When you have to pay people to do your open source development, even development that is in their interest to have done, you are naturally going to take a proprietary attitude toward what results. You may indeed wonder what the excitement of open source is all about -- is it just taking your work for nothing?
Written by Dana Blankenhorn, Inactive

Longtime readers may remember my 2006 post on the "open source incline."

I wrote there is a relationship between how open a license is and the community support a project generates.

Even while it has sprinkled itself in open source waters Microsoft has generally stayed at the top of both this and the development incline I described in 2008.

I was reminded of this reading Mary Jo Foley's piece on Microsoft financing an open source version of NFS4 for Windows. The software will let Windows clients easily transfer data from Linux servers.

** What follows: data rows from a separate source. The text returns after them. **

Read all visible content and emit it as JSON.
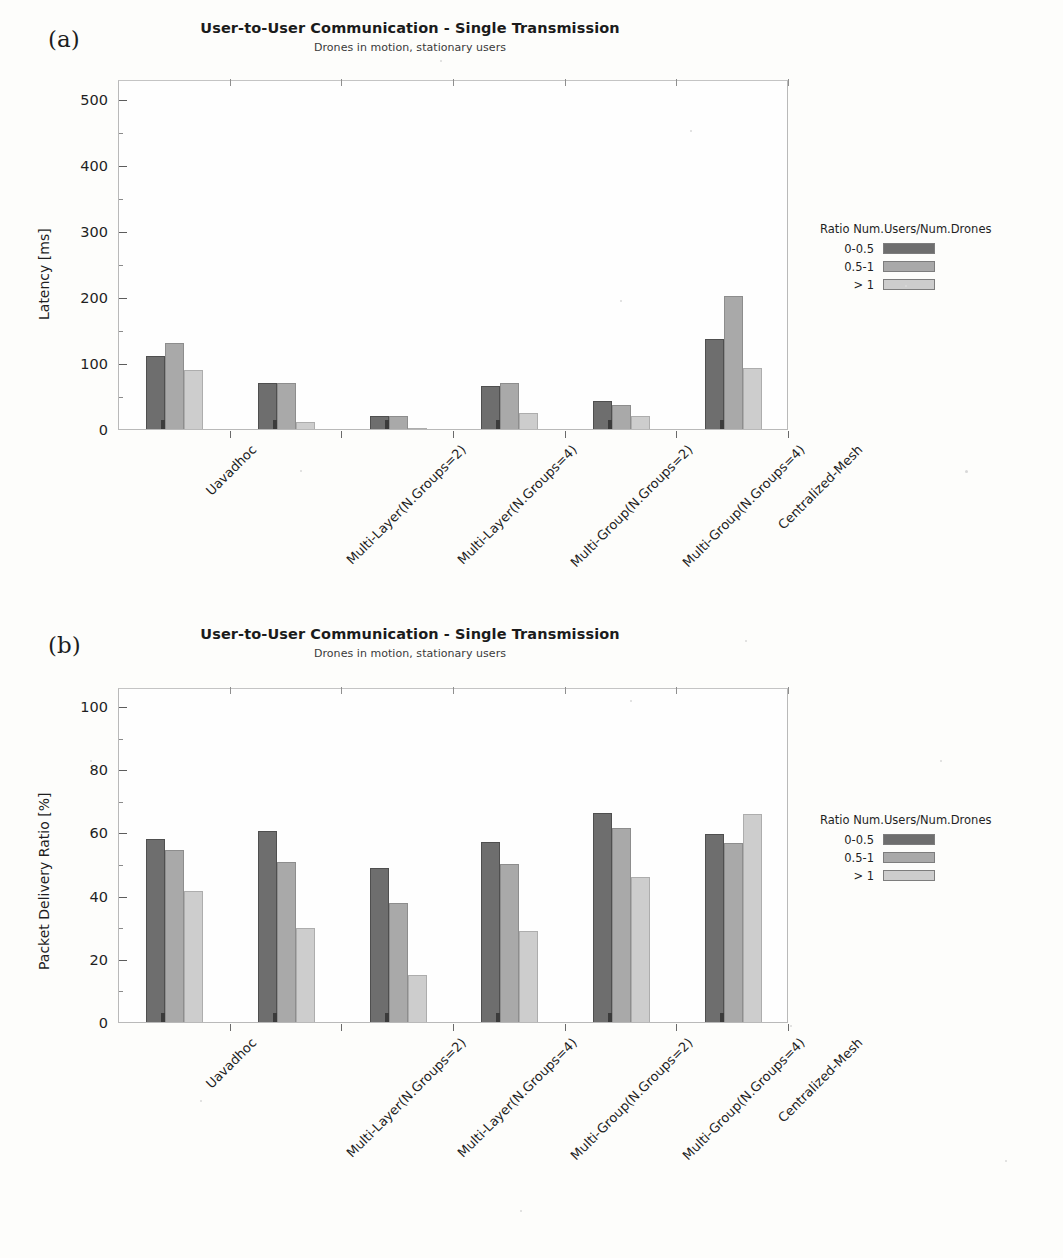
{
  "figure": {
    "panels": [
      {
        "letter": "(a)",
        "title": "User-to-User Communication - Single Transmission",
        "subtitle": "Drones in motion, stationary users"
      },
      {
        "letter": "(b)",
        "title": "User-to-User Communication - Single Transmission",
        "subtitle": "Drones in motion, stationary users"
      }
    ]
  },
  "legend": {
    "title": "Ratio Num.Users/Num.Drones",
    "entries": [
      "0-0.5",
      "0.5-1",
      "> 1"
    ]
  },
  "colors": {
    "series_0": "#6e6e6e",
    "series_1": "#a9a9a9",
    "series_2": "#cdcdcd",
    "axis": "#b9b9b9",
    "background": "#fdfdfb"
  },
  "chart_data": [
    {
      "type": "bar",
      "panel": "(a)",
      "title": "User-to-User Communication - Single Transmission",
      "subtitle": "Drones in motion, stationary users",
      "xlabel": "",
      "ylabel": "Latency [ms]",
      "ylim": [
        0,
        530
      ],
      "yticks": [
        0,
        100,
        200,
        300,
        400,
        500
      ],
      "ytick_labels": [
        "0",
        "100",
        "200",
        "300",
        "400",
        "500"
      ],
      "grid": false,
      "legend_position": "right",
      "legend_title": "Ratio Num.Users/Num.Drones",
      "categories": [
        "Uavadhoc",
        "Multi-Layer(N.Groups=2)",
        "Multi-Layer(N.Groups=4)",
        "Multi-Group(N.Groups=2)",
        "Multi-Group(N.Groups=4)",
        "Centralized-Mesh"
      ],
      "series": [
        {
          "name": "0-0.5",
          "values": [
            110,
            70,
            19,
            65,
            42,
            136
          ]
        },
        {
          "name": "0.5-1",
          "values": [
            130,
            69,
            19,
            70,
            37,
            201
          ]
        },
        {
          "name": "> 1",
          "values": [
            90,
            11,
            1,
            25,
            20,
            92
          ]
        }
      ]
    },
    {
      "type": "bar",
      "panel": "(b)",
      "title": "User-to-User Communication - Single Transmission",
      "subtitle": "Drones in motion, stationary users",
      "xlabel": "",
      "ylabel": "Packet Delivery Ratio [%]",
      "ylim": [
        0,
        106
      ],
      "yticks": [
        0,
        20,
        40,
        60,
        80,
        100
      ],
      "ytick_labels": [
        "0",
        "20",
        "40",
        "60",
        "80",
        "100"
      ],
      "grid": false,
      "legend_position": "right",
      "legend_title": "Ratio Num.Users/Num.Drones",
      "categories": [
        "Uavadhoc",
        "Multi-Layer(N.Groups=2)",
        "Multi-Layer(N.Groups=4)",
        "Multi-Group(N.Groups=2)",
        "Multi-Group(N.Groups=4)",
        "Centralized-Mesh"
      ],
      "series": [
        {
          "name": "0-0.5",
          "values": [
            58.0,
            60.5,
            48.7,
            57.0,
            66.0,
            59.5
          ]
        },
        {
          "name": "0.5-1",
          "values": [
            54.3,
            50.5,
            37.7,
            49.9,
            61.3,
            56.5
          ]
        },
        {
          "name": "> 1",
          "values": [
            41.5,
            29.7,
            15.0,
            28.9,
            45.8,
            65.8
          ]
        }
      ]
    }
  ]
}
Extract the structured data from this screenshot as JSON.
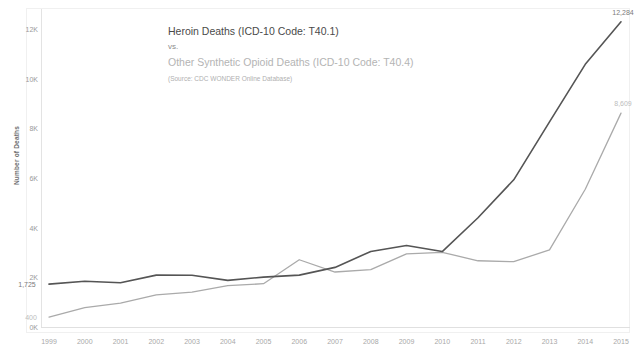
{
  "title": {
    "main": "Heroin Deaths (ICD-10 Code: T40.1)",
    "vs": "vs.",
    "sub": "Other Synthetic Opioid Deaths (ICD-10 Code: T40.4)",
    "source": "(Source: CDC WONDER Online Database)"
  },
  "axis": {
    "ylabel": "Number of Deaths",
    "yticks": [
      "0K",
      "2K",
      "4K",
      "6K",
      "8K",
      "10K",
      "12K"
    ],
    "ytick_values": [
      0,
      2000,
      4000,
      6000,
      8000,
      10000,
      12000
    ]
  },
  "labels": {
    "heroin_start": "1,725",
    "heroin_end": "12,284",
    "synthetic_start": "400",
    "synthetic_end": "8,609"
  },
  "colors": {
    "heroin": "#555555",
    "synthetic": "#aaaaaa",
    "axis": "#e0e0e0",
    "tick_text": "#a0a0a0",
    "background": "#ffffff"
  },
  "chart_data": {
    "type": "line",
    "title": "Heroin Deaths (ICD-10 Code: T40.1) vs. Other Synthetic Opioid Deaths (ICD-10 Code: T40.4)",
    "subtitle": "(Source: CDC WONDER Online Database)",
    "xlabel": "",
    "ylabel": "Number of Deaths",
    "xlim": [
      1999,
      2015
    ],
    "ylim": [
      0,
      12800
    ],
    "grid": false,
    "legend": "none",
    "categories": [
      "1999",
      "2000",
      "2001",
      "2002",
      "2003",
      "2004",
      "2005",
      "2006",
      "2007",
      "2008",
      "2009",
      "2010",
      "2011",
      "2012",
      "2013",
      "2014",
      "2015"
    ],
    "series": [
      {
        "name": "Heroin Deaths (ICD-10 Code: T40.1)",
        "color": "#555555",
        "values": [
          1725,
          1842,
          1779,
          2089,
          2080,
          1878,
          2009,
          2088,
          2399,
          3041,
          3278,
          3036,
          4397,
          5925,
          8257,
          10574,
          12284
        ],
        "endpoint_labels": {
          "start": "1,725",
          "end": "12,284"
        }
      },
      {
        "name": "Other Synthetic Opioid Deaths (ICD-10 Code: T40.4)",
        "color": "#aaaaaa",
        "values": [
          400,
          782,
          957,
          1295,
          1400,
          1664,
          1742,
          2707,
          2213,
          2306,
          2946,
          3007,
          2666,
          2628,
          3105,
          5544,
          8609
        ],
        "endpoint_labels": {
          "start": "400",
          "end": "8,609"
        }
      }
    ]
  }
}
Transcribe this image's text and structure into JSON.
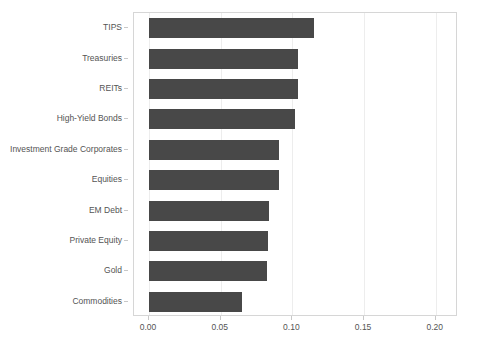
{
  "chart_data": {
    "type": "bar",
    "orientation": "horizontal",
    "title": "",
    "subtitle": "",
    "xlabel": "",
    "ylabel": "",
    "categories": [
      "TIPS",
      "Treasuries",
      "REITs",
      "High-Yield Bonds",
      "Investment Grade Corporates",
      "Equities",
      "EM Debt",
      "Private Equity",
      "Gold",
      "Commodities"
    ],
    "values": [
      0.115,
      0.104,
      0.104,
      0.102,
      0.091,
      0.091,
      0.084,
      0.083,
      0.082,
      0.065
    ],
    "xlim": [
      0.0,
      0.2155
    ],
    "xticks": [
      0.0,
      0.05,
      0.1,
      0.15,
      0.2
    ],
    "xticklabels": [
      "0.00",
      "0.05",
      "0.10",
      "0.15",
      "0.20"
    ],
    "grid": "vertical-only",
    "legend": "none",
    "bar_color": "#484848",
    "grid_color": "#ededed",
    "axis_color": "#d6d6d6",
    "tick_label_color": "#545454"
  }
}
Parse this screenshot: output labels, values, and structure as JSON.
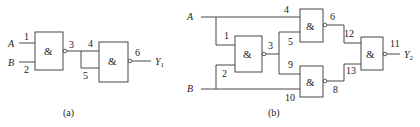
{
  "diagram_a": {
    "caption": "(a)",
    "inputs": [
      {
        "label": "A",
        "pin": "1"
      },
      {
        "label": "B",
        "pin": "2"
      }
    ],
    "gates": [
      {
        "id": "g1",
        "symbol": "&",
        "type": "NAND",
        "output_pin": "3"
      },
      {
        "id": "g2",
        "symbol": "&",
        "type": "NAND",
        "input_pins": [
          "4",
          "5"
        ],
        "output_pin": "6"
      }
    ],
    "output": {
      "label": "Y",
      "subscript": "1"
    }
  },
  "diagram_b": {
    "caption": "(b)",
    "inputs": [
      {
        "label": "A"
      },
      {
        "label": "B"
      }
    ],
    "gates": [
      {
        "id": "g3",
        "symbol": "&",
        "type": "NAND",
        "input_pins": [
          "1",
          "2"
        ],
        "output_pin": "3"
      },
      {
        "id": "g4",
        "symbol": "&",
        "type": "NAND",
        "input_pins": [
          "4",
          "5"
        ],
        "output_pin": "6"
      },
      {
        "id": "g5",
        "symbol": "&",
        "type": "NAND",
        "input_pins": [
          "9",
          "10"
        ],
        "output_pin": "8"
      },
      {
        "id": "g6",
        "symbol": "&",
        "type": "NAND",
        "input_pins": [
          "12",
          "13"
        ],
        "output_pin": "11"
      }
    ],
    "output": {
      "label": "Y",
      "subscript": "2"
    }
  }
}
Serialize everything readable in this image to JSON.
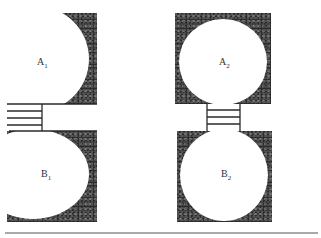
{
  "diagram": {
    "left_pair": {
      "top": {
        "label": "A",
        "sub": "1"
      },
      "bottom": {
        "label": "B",
        "sub": "1"
      },
      "connector": "horizontal-rungs-left"
    },
    "right_pair": {
      "top": {
        "label": "A",
        "sub": "2"
      },
      "bottom": {
        "label": "B",
        "sub": "2"
      },
      "connector": "ladder-vertical-center"
    }
  },
  "colors": {
    "ink": "#2a2a2a",
    "background": "#ffffff"
  }
}
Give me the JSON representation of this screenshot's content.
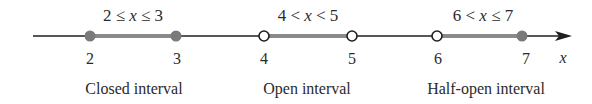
{
  "diagram": {
    "axis_variable": "x",
    "tick_labels": [
      "2",
      "3",
      "4",
      "5",
      "6",
      "7"
    ],
    "colors": {
      "axis": "#1f1f1f",
      "interval": "#8a8a8a",
      "closed_point": "#7a7a7a",
      "open_point_fill": "#ffffff"
    },
    "intervals": [
      {
        "inequality_left": "2 ≤ ",
        "var": "x",
        "inequality_right": " ≤ 3",
        "caption": "Closed interval",
        "left": "2",
        "right": "3",
        "left_closed": true,
        "right_closed": true
      },
      {
        "inequality_left": "4 < ",
        "var": "x",
        "inequality_right": " < 5",
        "caption": "Open interval",
        "left": "4",
        "right": "5",
        "left_closed": false,
        "right_closed": false
      },
      {
        "inequality_left": "6 < ",
        "var": "x",
        "inequality_right": " ≤ 7",
        "caption": "Half-open interval",
        "left": "6",
        "right": "7",
        "left_closed": false,
        "right_closed": true
      }
    ]
  }
}
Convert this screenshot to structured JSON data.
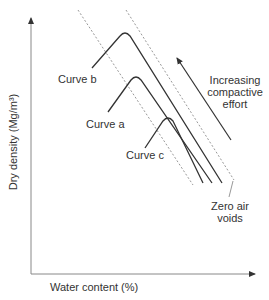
{
  "diagram": {
    "title": "",
    "axes": {
      "x_label": "Water content (%)",
      "y_label": "Dry density (Mg/m³)"
    },
    "curves": [
      {
        "name": "Curve b",
        "label": "Curve b"
      },
      {
        "name": "Curve a",
        "label": "Curve a"
      },
      {
        "name": "Curve c",
        "label": "Curve c"
      }
    ],
    "annotations": {
      "arrow_label_line1": "Increasing",
      "arrow_label_line2": "compactive",
      "arrow_label_line3": "effort",
      "zav_line1": "Zero air",
      "zav_line2": "voids"
    },
    "colors": {
      "line": "#333333",
      "dashed": "#999999",
      "axis": "#888888"
    }
  }
}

It is of enormous benefit to the Windows community.

As Paula's piece on this topic notes, Microsoft gave the University of Michigan (Go Wolverines) the money to do this development. Michigan also developed the Linux version of NFSv4, so they went to the source.

But they went there with cash, even though Michigan itself would gain benefits from having this kind of software available. As would any university running a mixed-source computer network, which is to say all of them.

When you have to pay people to do your open source development, even development that is in their interest to have done, you are naturally going to take a proprietary attitude toward what results. You may indeed wonder what the excitement of open source is all about -- is it just taking your work for nothing?

It's not, but Microsoft has never gone far enough down the open source incline to know any different and I wonder if it ever will.